Cutting Spending, as Opposed to Raising Taxes, Is Right Way To Balance Budget — and Spark Economic Revival

A small but influential wing of the GOP has a passion for supposed bipartisanship — inevitably ending up supporting higher taxes, more government, bigger bureaucracy, more regulations, and slower growth.

AP/J. Scott Applewhite, file
Senator Romney, who is retiring, at the Capitol, March 16, 2022. AP/J. Scott Applewhite, file

Most Republicans oppose tax increases. They strongly favor lower taxes, fewer regulations, and smaller government. They like faster economic growth and increased take home pay. However, a small but influential wing of the Republican Party has a passion for supposed bipartisanship. These Republicans inevitably end up supporting higher taxes, more government, bigger bureaucracy, more regulations, and slower economic growth.

Senator Mitt Romney’s Bipartisan Fiscal Commission proposal is a good example of the latter’s work. The proposal, co-written with Senator Joe Manchin, clearly calls for tax increases. For starters, the senators have publicly expressed openness to lifting the Federal Insurance Contribution Act cap, which cuts off Social Security and Medicare taxes after a certain income level. 

As Americans for Tax Reform reported, “The Romney-Manchin-Biden payroll tax increase will hit workers, small businesses and the self-employed. The tax hike saddles main street businesses and hard-working contractors with what amounts to a significantly higher marginal tax rate.”

Citing past reports from The Tax Foundation, Americans for Tax Reform noted that payroll tax increases inevitably result in lower pay for workers. 

The central role of tax increases in the Romney-Manchin scheme is clear. As Center on Budget and Policy Priorities Senior Vice President for Federal Fiscal Policy Joel Friedman told Aris Folley with The Hill, “You can’t responsibly reduce the deficit without having revenues be a central component of any type of plan.

“You really need some type of commitment, upfront and clear, that revenues will be part of this. Otherwise, you’re just setting it up for failure… And then it’s sort of, you know, what’s the point of doing a commission if it’s just going to fail?”

There is an alternative to Mr. Romney’s fiscal commission. Simply focus on cutting spending, bureaucracy, and regulations. Then pass pro-growth tax cuts. Controlling spending, reforming programs, and cutting taxes and regulations will dramatically increase economic growth. Revenues will then increase even with a lower tax rate. This can lead to a balanced budget.

We know this is true because we balanced the federal budget for four straight years when I was Speaker. These were the only balanced federal budgets in your lifetime. The momentum of growing the economy and balancing the budget was so great that in 1998 Federal Reserve Bank Chairman Alan Greenspan said, “If current budget trends continue, it is not inconceivable that the debt could be entirely eliminated within a decade.”

Of course, the tax-and-spend Republicans who followed us did not understand what we had done. They promptly went back to borrowing, taxing, and spending. A great opportunity for fiscal sanity was lost.

So, we know how to balance the federal budget – with a dramatically bigger economy. It is the opposite approach from the Romney-Manchin tax increase model.

We also know there is a huge difference between a fiscal commission and a serious effort to reform and cut spending.

As Alec Mena with Citizens Against Government Waste has observed, President Reagan’s Private Sector Survey on Cost Control, better known as the Grace Commission, made proposals that saved taxpayers some $424 billion over a three-year period. 

Indeed, Mena wrote that the commission’s work has saved taxpayers $2.4 trillion to date. Specifically, the related Base Realignment and Closure Commission, which I worked with in Congress, saved the Department of Defense $12 billion annually between 1988 and 2005.

The House Budget Committee chairman, Jodey Arrington, was on the right track when he got his members to report out a budget that would have been in balance by 2034.

Republicans should reject Mr. Romney’s tax-and-spend proposal and stick to the Reagan-Gingrich-Trump policies of reforming programs, cutting bureaucracies, controlling spending, maximizing economic growth — and getting back to a balanced budget. We’ve done it before. We can do it again.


◆ ABOUT THIS TASK ◆
From the entries below, copy every line that holds the word "glyph".

══ SUPPLIED RECORDS

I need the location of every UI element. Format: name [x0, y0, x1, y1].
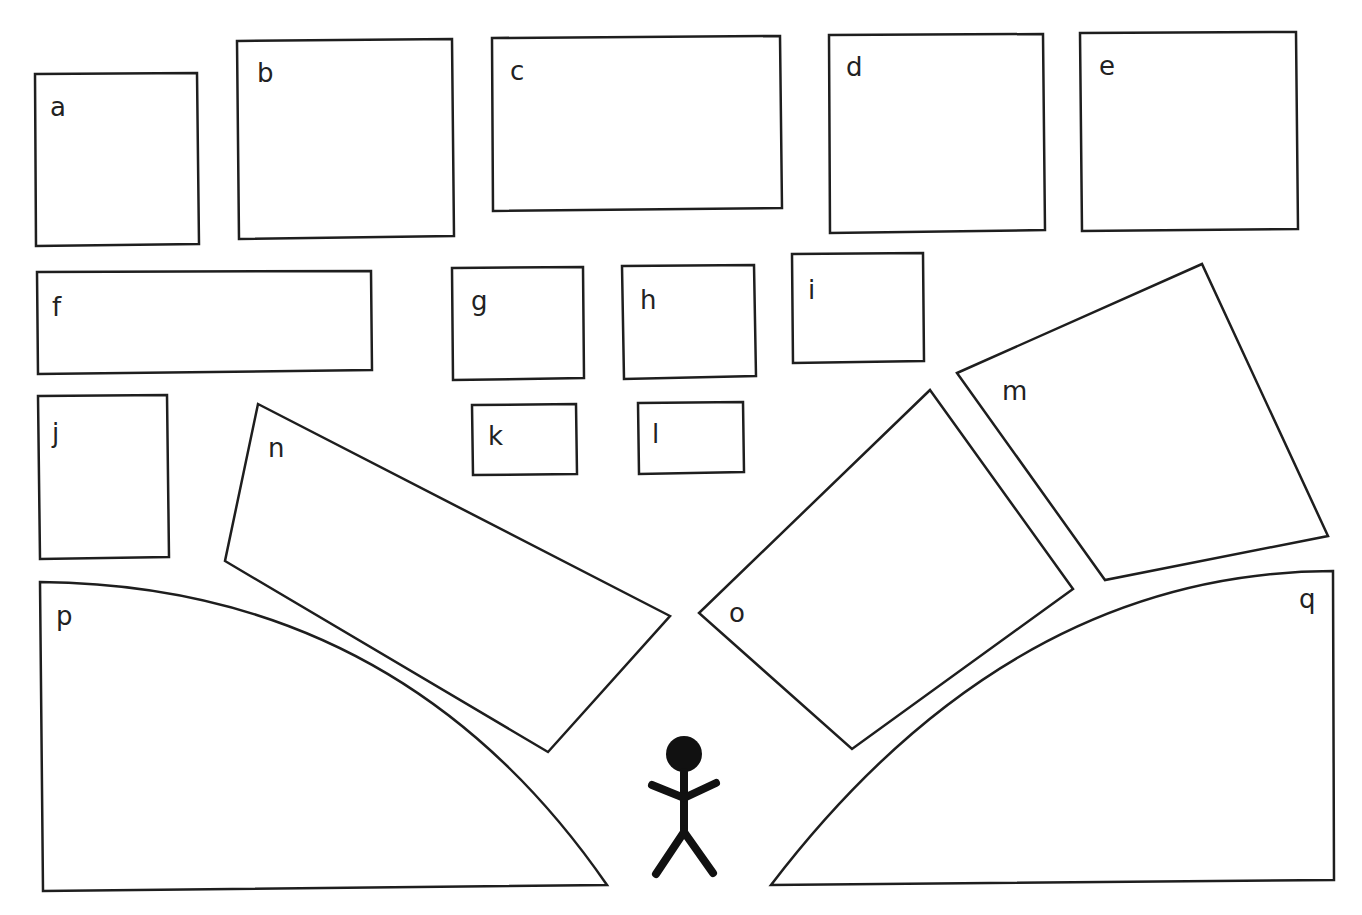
shape-label-h: h — [640, 285, 656, 315]
shape-d: d — [829, 34, 1045, 233]
shape-label-j: j — [51, 418, 59, 448]
shape-label-q: q — [1299, 584, 1316, 614]
shape-j: j — [38, 395, 169, 559]
shape-f: f — [37, 271, 372, 374]
shape-outline-c — [492, 36, 782, 211]
shape-label-a: a — [50, 92, 66, 122]
shape-label-f: f — [52, 292, 62, 322]
shape-g: g — [452, 267, 584, 380]
stick-figure-head — [666, 736, 702, 772]
stick-figure — [652, 736, 716, 874]
shape-label-e: e — [1099, 51, 1115, 81]
shape-outline-h — [622, 265, 756, 379]
shape-label-d: d — [846, 52, 863, 82]
shape-label-m: m — [1002, 376, 1027, 406]
shape-k: k — [472, 404, 577, 475]
shape-label-k: k — [488, 421, 503, 451]
shape-label-n: n — [268, 433, 284, 463]
shape-h: h — [622, 265, 756, 379]
shape-label-c: c — [510, 56, 524, 86]
shape-i: i — [792, 253, 924, 363]
shape-l: l — [638, 402, 744, 474]
shape-label-b: b — [257, 58, 274, 88]
shape-label-g: g — [471, 286, 488, 316]
shape-label-o: o — [729, 598, 745, 628]
diagram-canvas: abcdefghijklmnopq — [0, 0, 1362, 915]
shape-outline-f — [37, 271, 372, 374]
shape-label-i: i — [808, 275, 815, 305]
shape-outline-g — [452, 267, 584, 380]
stick-figure-legs — [656, 832, 713, 874]
shape-label-l: l — [652, 419, 659, 449]
shape-e: e — [1080, 32, 1298, 231]
shape-b: b — [237, 39, 454, 239]
shape-c: c — [492, 36, 782, 211]
shape-a: a — [35, 73, 199, 246]
shape-label-p: p — [56, 601, 73, 631]
shape-outline-i — [792, 253, 924, 363]
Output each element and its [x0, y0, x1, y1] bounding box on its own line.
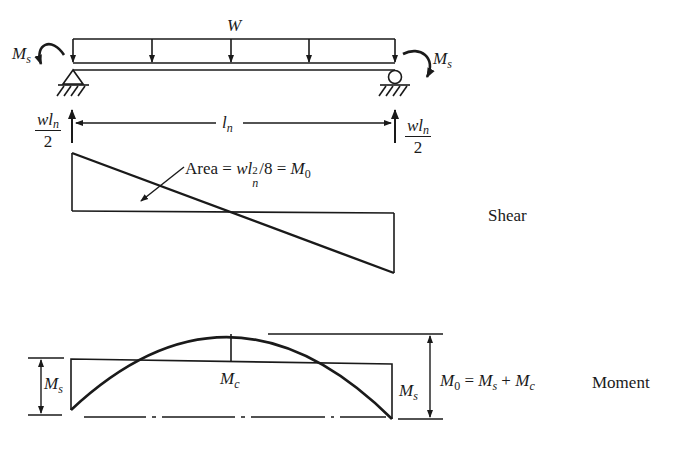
- prefix: Area =: [185, 159, 236, 178]
- left-ms-label: Ms: [44, 375, 63, 392]
- subscript: s: [26, 52, 31, 66]
- moment-title: Moment: [592, 374, 650, 391]
- right-end-moment-label: Ms: [433, 50, 452, 67]
- left-end-moment-arrow-icon: [39, 44, 64, 64]
- reaction-arrows: [72, 110, 395, 143]
- subscript: n: [252, 177, 258, 189]
- right-reaction-label: wln 2: [405, 117, 431, 156]
- subscript: s: [58, 382, 63, 396]
- beam: [73, 63, 395, 70]
- wl: wl: [236, 159, 252, 178]
- distributed-load: [73, 39, 395, 62]
- right-end-moment-arrow-icon: [403, 51, 430, 77]
- shear-title: Shear: [488, 207, 527, 224]
- symbol: M: [12, 44, 26, 63]
- numerator: wln: [35, 111, 61, 131]
- subscript: n: [227, 121, 233, 135]
- equals: =: [460, 371, 478, 390]
- m0-subscript: 0: [454, 379, 460, 393]
- span-label: ln: [222, 114, 233, 131]
- area-pointer-arrow: [141, 167, 184, 201]
- mc-subscript: c: [529, 379, 534, 393]
- denominator: 2: [35, 131, 61, 150]
- roller-support-icon: [379, 71, 410, 97]
- num-sub: n: [53, 117, 59, 131]
- m-symbol: M: [291, 159, 305, 178]
- left-end-moment-label: Ms: [12, 45, 31, 62]
- num-sub: n: [423, 123, 429, 137]
- beam-diagram-canvas: [0, 0, 687, 456]
- m0-equation: M0 = Ms + Mc: [440, 372, 535, 389]
- numerator: wln: [405, 117, 431, 137]
- m-subscript: 0: [305, 167, 311, 181]
- ms-subscript: s: [492, 379, 497, 393]
- right-ms-label: Ms: [399, 382, 418, 399]
- subscript: s: [413, 389, 418, 403]
- symbol: M: [399, 381, 413, 400]
- symbol: M: [44, 374, 58, 393]
- num-text: wl: [37, 110, 53, 129]
- mc-label: Mc: [220, 370, 240, 387]
- subscript: c: [234, 377, 239, 391]
- mid: /8 =: [259, 159, 290, 178]
- symbol: M: [433, 49, 447, 68]
- symbol: M: [220, 369, 234, 388]
- subscript: s: [447, 57, 452, 71]
- shear-area-annotation: Area = wl2n/8 = M0: [185, 160, 311, 177]
- ms-symbol: M: [478, 371, 492, 390]
- plus: +: [497, 371, 515, 390]
- mc-symbol: M: [515, 371, 529, 390]
- denominator: 2: [405, 137, 431, 156]
- exponent: 2: [252, 165, 258, 176]
- num-text: wl: [407, 116, 423, 135]
- left-reaction-label: wln 2: [35, 111, 61, 150]
- m0-symbol: M: [440, 371, 454, 390]
- load-label: W: [227, 17, 241, 34]
- pin-support-icon: [57, 70, 89, 96]
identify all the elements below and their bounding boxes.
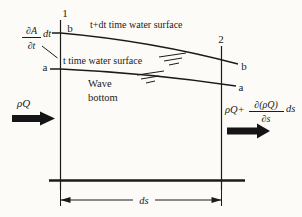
inflow-arrow-icon bbox=[12, 112, 55, 126]
outflow-ds-label: ds bbox=[286, 103, 295, 114]
outflow-denominator: ∂s bbox=[262, 113, 271, 124]
section-2-label: 2 bbox=[218, 33, 224, 45]
t-plus-dt-surface-label: t+dt time water surface bbox=[90, 19, 183, 30]
inflow-label: ρQ bbox=[16, 97, 30, 109]
t-surface-label: t time water surface bbox=[63, 55, 143, 66]
storage-numerator: ∂A bbox=[26, 25, 38, 36]
storage-denominator: ∂t bbox=[28, 40, 36, 51]
wave-bottom-label-line1: Wave bbox=[88, 78, 112, 89]
point-a-right-label: a bbox=[239, 81, 244, 93]
wave-bottom-label-line2: bottom bbox=[88, 92, 118, 103]
dimension-arrow-left-icon bbox=[61, 197, 71, 203]
outflow-numerator: ∂(ρQ) bbox=[254, 99, 278, 111]
control-volume-diagram: 1 2 b a b a t+dt time water surface t ti… bbox=[0, 0, 302, 217]
section-1-label: 1 bbox=[62, 7, 68, 19]
point-b-right-label: b bbox=[241, 60, 247, 72]
t-water-surface-curve bbox=[50, 69, 236, 86]
outflow-arrow-icon bbox=[227, 124, 270, 139]
dimension-ds-label: ds bbox=[139, 195, 148, 206]
diagram-svg: 1 2 b a b a t+dt time water surface t ti… bbox=[0, 0, 302, 217]
leader-line bbox=[42, 46, 58, 58]
water-surface-icon bbox=[159, 53, 186, 65]
storage-dt-label: dt bbox=[43, 28, 52, 39]
point-a-left-label: a bbox=[43, 61, 48, 73]
dimension-arrow-right-icon bbox=[212, 197, 222, 203]
outflow-prefix-label: ρQ+ bbox=[224, 104, 245, 115]
point-b-left-label: b bbox=[67, 22, 73, 34]
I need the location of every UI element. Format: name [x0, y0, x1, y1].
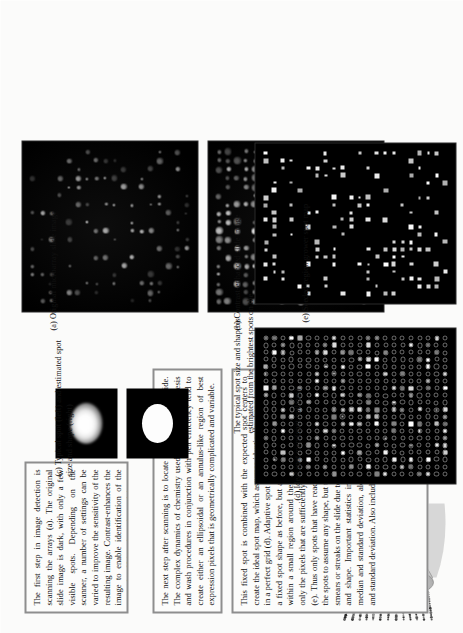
figure-d-caption: (d) Ideal spot map (spot outlines)	[292, 388, 301, 500]
figure-d-ideal-spot-map	[255, 328, 455, 483]
figure-e-caption: (e) Seeded-region grower spot map	[300, 203, 309, 322]
document-page: The first step in image detection is sca…	[0, 0, 463, 633]
figure-a-caption: (a) Original microarray slide image	[48, 211, 57, 330]
figure-c-estimated-spot	[126, 388, 188, 458]
body-paragraph-1-text: The first step in image detection is sca…	[31, 469, 128, 605]
figure-e-seeded-region-spot-map	[255, 143, 455, 303]
estimated-spot-glyph	[142, 403, 173, 442]
body-paragraph-1: The first step in image detection is sca…	[24, 461, 128, 613]
typical-spot-glyph	[70, 403, 102, 444]
figure-c-caption: (c) Typical spot (left) and estimated sp…	[52, 326, 74, 476]
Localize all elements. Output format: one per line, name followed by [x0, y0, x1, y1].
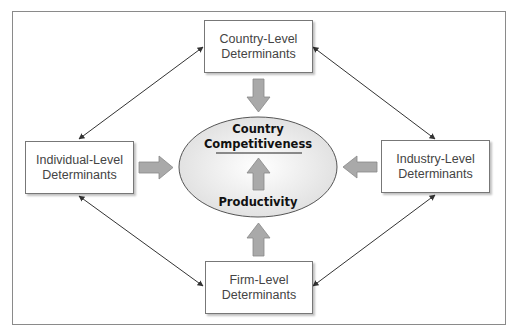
node-label-line2: Determinants: [398, 167, 472, 182]
node-firm-level: Firm-Level Determinants: [205, 261, 313, 314]
node-label-line2: Determinants: [222, 288, 296, 303]
center-title-line1: Country: [198, 122, 318, 137]
node-label-line1: Firm-Level: [229, 273, 288, 288]
arrow-individual-country: [79, 47, 203, 139]
center-title: Country Competitiveness: [198, 122, 318, 152]
block-arrow-right-icon: [139, 156, 173, 179]
node-label-line2: Determinants: [42, 168, 116, 183]
node-label-line1: Industry-Level: [396, 152, 475, 167]
block-arrow-left-icon: [343, 156, 377, 178]
node-label-line1: Country-Level: [220, 32, 298, 47]
center-productivity-label: Productivity: [198, 195, 318, 209]
block-arrow-down-icon: [247, 79, 270, 112]
arrow-country-industry: [313, 47, 435, 139]
node-industry-level: Industry-Level Determinants: [381, 140, 490, 193]
node-label-line1: Individual-Level: [36, 153, 123, 168]
arrow-firm-industry: [313, 195, 435, 286]
block-arrow-up-icon: [247, 223, 270, 256]
node-country-level: Country-Level Determinants: [204, 20, 313, 73]
arrow-individual-firm: [79, 196, 203, 286]
node-label-line2: Determinants: [221, 47, 295, 62]
node-individual-level: Individual-Level Determinants: [25, 141, 134, 194]
center-title-line2: Competitiveness: [198, 137, 318, 152]
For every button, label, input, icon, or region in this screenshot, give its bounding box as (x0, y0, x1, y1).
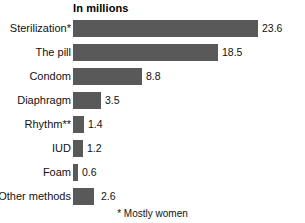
value-label: 1.2 (87, 142, 102, 155)
value-label: 18.5 (222, 46, 242, 59)
bar-chart: In millions Sterilization* 23.6 The pill… (0, 0, 305, 223)
value-label: 3.5 (105, 94, 120, 107)
category-label: The pill (0, 46, 71, 59)
value-label: 23.6 (262, 22, 282, 35)
bar-sterilization (73, 20, 258, 37)
table-row: Diaphragm 3.5 (0, 92, 305, 116)
category-label: Diaphragm (0, 94, 71, 107)
table-row: Condom 8.8 (0, 68, 305, 92)
chart-title: In millions (73, 1, 129, 15)
footnote-mostly-women: * Mostly women (0, 208, 305, 220)
table-row: Foam 0.6 (0, 164, 305, 188)
category-label: Foam (0, 166, 71, 179)
bar-other-methods (73, 188, 94, 205)
value-label: 2.6 (101, 190, 116, 203)
category-label: Condom (0, 70, 71, 83)
table-row: Sterilization* 23.6 (0, 20, 305, 44)
category-label: IUD (0, 142, 71, 155)
value-label: 8.8 (146, 70, 161, 83)
bar-the-pill (73, 44, 218, 61)
chart-footnotes: * Mostly women (0, 208, 305, 220)
table-row: IUD 1.2 (0, 140, 305, 164)
bar-condom (73, 68, 142, 85)
bar-rhythm (73, 116, 84, 133)
plot-area: Sterilization* 23.6 The pill 18.5 Condom… (0, 20, 305, 212)
value-label: 0.6 (82, 166, 97, 179)
bar-diaphragm (73, 92, 101, 109)
category-label: Sterilization* (0, 22, 71, 35)
value-label: 1.4 (88, 118, 103, 131)
bar-foam (73, 164, 78, 181)
table-row: The pill 18.5 (0, 44, 305, 68)
category-label: Other methods (0, 190, 71, 203)
category-label: Rhythm** (0, 118, 71, 131)
bar-iud (73, 140, 83, 157)
table-row: Rhythm** 1.4 (0, 116, 305, 140)
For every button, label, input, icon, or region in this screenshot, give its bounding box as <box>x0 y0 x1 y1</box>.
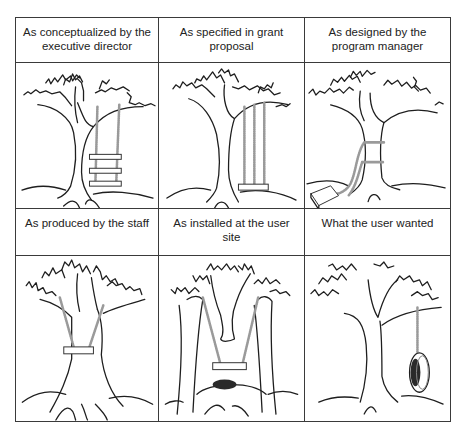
panel-caption-program-manager: As designed by the program manager <box>305 18 450 63</box>
tree-swing-around-trunk-illustration <box>305 63 450 208</box>
tree-seat-around-trunk-illustration <box>16 256 158 421</box>
split-tree-swing-illustration <box>159 256 304 421</box>
panel-caption-grant-proposal: As specified in grant proposal <box>159 18 305 63</box>
panel-drawing-staff <box>16 256 159 421</box>
panel-caption-user-site: As installed at the user site <box>159 209 305 256</box>
panel-drawing-executive-director <box>16 63 159 209</box>
panel-drawing-program-manager <box>305 63 450 209</box>
panel-drawing-grant-proposal <box>159 63 305 209</box>
cartoon-grid: As conceptualized by the executive direc… <box>15 17 451 422</box>
tree-tire-swing-illustration <box>305 256 450 421</box>
panel-caption-user-wanted: What the user wanted <box>305 209 450 256</box>
tree-three-rope-swing-illustration <box>159 63 304 208</box>
panel-drawing-user-site <box>159 256 305 421</box>
panel-caption-executive-director: As conceptualized by the executive direc… <box>16 18 159 63</box>
panel-drawing-user-wanted <box>305 256 450 421</box>
tree-three-tier-swing-illustration <box>16 63 158 208</box>
panel-caption-staff: As produced by the staff <box>16 209 159 256</box>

════

◆ OUTPUT BELOW ◆
estimated-spot-glyph	[142, 403, 173, 442]
typical-spot-glyph	[70, 403, 102, 444]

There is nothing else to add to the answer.